══ Given information
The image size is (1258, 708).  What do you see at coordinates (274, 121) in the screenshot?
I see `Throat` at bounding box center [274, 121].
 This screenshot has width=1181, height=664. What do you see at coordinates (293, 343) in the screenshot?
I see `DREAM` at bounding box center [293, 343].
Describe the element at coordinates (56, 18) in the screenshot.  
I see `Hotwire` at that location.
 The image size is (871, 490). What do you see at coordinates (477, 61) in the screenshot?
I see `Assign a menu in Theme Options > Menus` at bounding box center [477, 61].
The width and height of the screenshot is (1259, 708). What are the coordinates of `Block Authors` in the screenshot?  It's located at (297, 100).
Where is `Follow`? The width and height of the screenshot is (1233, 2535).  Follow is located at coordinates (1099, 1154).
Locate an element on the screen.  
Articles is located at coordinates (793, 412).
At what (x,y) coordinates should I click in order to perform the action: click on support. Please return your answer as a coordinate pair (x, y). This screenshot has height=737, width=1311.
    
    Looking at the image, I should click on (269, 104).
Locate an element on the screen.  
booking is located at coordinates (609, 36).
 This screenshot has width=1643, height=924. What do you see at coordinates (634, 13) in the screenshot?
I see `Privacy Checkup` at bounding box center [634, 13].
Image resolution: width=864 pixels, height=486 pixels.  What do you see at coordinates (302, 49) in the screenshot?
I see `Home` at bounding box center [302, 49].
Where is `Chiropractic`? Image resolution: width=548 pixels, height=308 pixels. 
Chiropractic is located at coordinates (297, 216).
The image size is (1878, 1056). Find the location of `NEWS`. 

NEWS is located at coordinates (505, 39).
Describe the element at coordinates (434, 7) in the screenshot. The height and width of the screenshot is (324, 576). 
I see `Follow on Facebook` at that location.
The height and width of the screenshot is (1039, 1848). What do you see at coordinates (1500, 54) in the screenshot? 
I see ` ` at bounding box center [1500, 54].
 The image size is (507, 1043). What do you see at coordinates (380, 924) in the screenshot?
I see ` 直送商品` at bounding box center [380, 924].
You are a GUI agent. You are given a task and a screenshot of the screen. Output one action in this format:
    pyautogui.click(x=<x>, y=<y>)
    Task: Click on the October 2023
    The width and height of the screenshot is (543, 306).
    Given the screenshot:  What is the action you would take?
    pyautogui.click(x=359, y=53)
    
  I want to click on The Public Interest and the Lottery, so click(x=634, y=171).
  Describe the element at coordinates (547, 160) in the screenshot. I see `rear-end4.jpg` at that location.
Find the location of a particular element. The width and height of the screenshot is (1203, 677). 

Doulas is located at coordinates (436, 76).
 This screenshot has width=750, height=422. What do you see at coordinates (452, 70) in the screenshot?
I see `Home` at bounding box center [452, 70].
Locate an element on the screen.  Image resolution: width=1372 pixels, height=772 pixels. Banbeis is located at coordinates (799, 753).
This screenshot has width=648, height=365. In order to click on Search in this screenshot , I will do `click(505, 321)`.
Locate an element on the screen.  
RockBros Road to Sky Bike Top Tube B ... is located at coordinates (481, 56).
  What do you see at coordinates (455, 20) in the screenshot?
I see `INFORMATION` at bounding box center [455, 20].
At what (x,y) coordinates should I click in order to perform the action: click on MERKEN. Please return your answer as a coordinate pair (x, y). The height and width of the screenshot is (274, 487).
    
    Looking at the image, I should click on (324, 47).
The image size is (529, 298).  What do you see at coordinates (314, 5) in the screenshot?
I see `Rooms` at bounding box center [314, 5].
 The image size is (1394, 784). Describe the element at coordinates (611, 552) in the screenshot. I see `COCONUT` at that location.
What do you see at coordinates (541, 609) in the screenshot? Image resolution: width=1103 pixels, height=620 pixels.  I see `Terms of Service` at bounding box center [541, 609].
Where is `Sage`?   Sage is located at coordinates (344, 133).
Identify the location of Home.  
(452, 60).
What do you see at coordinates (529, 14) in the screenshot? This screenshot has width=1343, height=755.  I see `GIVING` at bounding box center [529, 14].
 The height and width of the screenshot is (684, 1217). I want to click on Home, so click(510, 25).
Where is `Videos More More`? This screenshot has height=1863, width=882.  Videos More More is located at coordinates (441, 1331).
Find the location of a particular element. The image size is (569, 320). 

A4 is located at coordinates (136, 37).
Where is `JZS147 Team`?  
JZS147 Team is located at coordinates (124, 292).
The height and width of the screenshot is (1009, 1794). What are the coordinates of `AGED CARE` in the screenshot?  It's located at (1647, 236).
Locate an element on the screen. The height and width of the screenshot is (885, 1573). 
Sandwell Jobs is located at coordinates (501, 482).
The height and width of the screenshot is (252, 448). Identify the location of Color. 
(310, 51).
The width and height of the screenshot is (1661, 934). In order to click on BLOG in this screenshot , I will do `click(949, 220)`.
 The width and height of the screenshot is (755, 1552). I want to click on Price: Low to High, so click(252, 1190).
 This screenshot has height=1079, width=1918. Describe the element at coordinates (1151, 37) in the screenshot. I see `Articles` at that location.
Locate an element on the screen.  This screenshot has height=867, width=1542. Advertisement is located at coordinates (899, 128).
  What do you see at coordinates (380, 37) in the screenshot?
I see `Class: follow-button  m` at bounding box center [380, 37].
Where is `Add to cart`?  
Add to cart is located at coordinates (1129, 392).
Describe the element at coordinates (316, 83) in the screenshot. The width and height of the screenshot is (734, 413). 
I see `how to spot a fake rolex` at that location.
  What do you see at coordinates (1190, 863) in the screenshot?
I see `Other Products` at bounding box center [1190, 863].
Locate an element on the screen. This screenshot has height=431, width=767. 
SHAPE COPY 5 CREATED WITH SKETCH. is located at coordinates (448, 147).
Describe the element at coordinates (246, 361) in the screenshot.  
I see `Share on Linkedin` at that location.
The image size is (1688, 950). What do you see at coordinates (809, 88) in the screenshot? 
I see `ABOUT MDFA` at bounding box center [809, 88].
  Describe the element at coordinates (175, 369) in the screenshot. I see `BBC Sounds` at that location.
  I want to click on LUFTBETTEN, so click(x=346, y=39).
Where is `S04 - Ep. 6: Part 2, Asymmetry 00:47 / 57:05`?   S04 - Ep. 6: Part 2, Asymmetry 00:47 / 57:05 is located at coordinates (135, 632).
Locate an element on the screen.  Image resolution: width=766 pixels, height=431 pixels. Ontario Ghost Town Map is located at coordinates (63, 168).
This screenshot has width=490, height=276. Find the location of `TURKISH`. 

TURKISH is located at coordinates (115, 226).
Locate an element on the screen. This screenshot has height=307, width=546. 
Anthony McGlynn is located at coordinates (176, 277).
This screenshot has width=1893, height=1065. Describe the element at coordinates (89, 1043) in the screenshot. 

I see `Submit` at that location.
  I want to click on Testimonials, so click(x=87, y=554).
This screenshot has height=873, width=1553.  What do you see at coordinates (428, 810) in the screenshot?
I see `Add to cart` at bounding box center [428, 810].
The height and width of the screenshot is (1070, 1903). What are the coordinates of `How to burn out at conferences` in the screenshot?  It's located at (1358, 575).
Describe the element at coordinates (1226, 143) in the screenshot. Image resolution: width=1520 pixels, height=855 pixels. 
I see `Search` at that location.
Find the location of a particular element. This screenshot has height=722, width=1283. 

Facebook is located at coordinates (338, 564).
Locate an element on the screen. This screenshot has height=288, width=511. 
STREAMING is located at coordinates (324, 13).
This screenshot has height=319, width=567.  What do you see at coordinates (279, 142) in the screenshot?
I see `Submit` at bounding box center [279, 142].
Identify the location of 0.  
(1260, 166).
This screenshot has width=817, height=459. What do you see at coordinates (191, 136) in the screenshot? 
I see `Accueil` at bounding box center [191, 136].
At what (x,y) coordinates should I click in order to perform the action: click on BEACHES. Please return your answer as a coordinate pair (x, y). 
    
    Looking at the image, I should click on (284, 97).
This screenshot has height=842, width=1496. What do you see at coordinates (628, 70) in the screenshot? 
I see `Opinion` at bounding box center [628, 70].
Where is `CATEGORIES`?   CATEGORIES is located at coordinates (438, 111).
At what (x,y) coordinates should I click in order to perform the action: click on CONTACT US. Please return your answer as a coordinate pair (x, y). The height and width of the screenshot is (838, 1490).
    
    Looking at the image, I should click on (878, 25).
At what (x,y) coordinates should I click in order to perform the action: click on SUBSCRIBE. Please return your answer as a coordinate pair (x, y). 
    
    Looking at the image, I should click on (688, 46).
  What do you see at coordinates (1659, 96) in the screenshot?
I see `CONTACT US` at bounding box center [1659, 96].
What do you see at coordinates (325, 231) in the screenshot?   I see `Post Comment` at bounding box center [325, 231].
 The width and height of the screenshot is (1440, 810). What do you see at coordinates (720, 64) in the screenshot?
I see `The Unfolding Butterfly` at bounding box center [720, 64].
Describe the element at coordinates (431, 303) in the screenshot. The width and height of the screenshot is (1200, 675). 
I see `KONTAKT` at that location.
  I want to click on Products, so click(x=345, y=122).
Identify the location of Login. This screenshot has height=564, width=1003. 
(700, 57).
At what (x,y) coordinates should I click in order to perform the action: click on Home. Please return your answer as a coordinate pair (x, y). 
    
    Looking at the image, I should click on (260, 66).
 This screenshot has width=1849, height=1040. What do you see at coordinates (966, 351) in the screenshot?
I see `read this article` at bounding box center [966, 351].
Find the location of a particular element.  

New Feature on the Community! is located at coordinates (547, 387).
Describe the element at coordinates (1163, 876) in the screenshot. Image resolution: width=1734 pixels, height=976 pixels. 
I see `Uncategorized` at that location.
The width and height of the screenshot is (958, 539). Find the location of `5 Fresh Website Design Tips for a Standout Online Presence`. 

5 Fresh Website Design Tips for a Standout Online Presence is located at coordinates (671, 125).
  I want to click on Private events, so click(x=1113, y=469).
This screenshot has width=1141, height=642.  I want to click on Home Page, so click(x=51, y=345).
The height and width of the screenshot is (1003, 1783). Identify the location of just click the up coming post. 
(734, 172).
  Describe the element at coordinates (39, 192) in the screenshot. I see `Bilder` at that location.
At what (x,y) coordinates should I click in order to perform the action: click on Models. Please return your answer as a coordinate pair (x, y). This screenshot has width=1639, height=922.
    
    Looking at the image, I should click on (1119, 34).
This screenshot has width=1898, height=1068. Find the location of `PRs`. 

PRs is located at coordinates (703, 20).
════
**Your objective**. An exact copy is needed of the lines from the one containing "Identify the location of Login." through the end of the records.

**Answer area**.
Identify the location of Login. This screenshot has height=564, width=1003. 
(700, 57).
At what (x,y) coordinates should I click in order to perform the action: click on Home. Please return your answer as a coordinate pair (x, y). 
    
    Looking at the image, I should click on (260, 66).
 This screenshot has width=1849, height=1040. What do you see at coordinates (966, 351) in the screenshot?
I see `read this article` at bounding box center [966, 351].
Find the location of a particular element.  

New Feature on the Community! is located at coordinates (547, 387).
Describe the element at coordinates (1163, 876) in the screenshot. Image resolution: width=1734 pixels, height=976 pixels. 
I see `Uncategorized` at that location.
The width and height of the screenshot is (958, 539). Find the location of `5 Fresh Website Design Tips for a Standout Online Presence`. 

5 Fresh Website Design Tips for a Standout Online Presence is located at coordinates (671, 125).
  I want to click on Private events, so click(x=1113, y=469).
This screenshot has width=1141, height=642.  I want to click on Home Page, so click(x=51, y=345).
The height and width of the screenshot is (1003, 1783). Identify the location of just click the up coming post. 
(734, 172).
  Describe the element at coordinates (39, 192) in the screenshot. I see `Bilder` at that location.
At what (x,y) coordinates should I click in order to perform the action: click on Models. Please return your answer as a coordinate pair (x, y). This screenshot has width=1639, height=922.
    
    Looking at the image, I should click on (1119, 34).
This screenshot has width=1898, height=1068. Find the location of `PRs`. 

PRs is located at coordinates (703, 20).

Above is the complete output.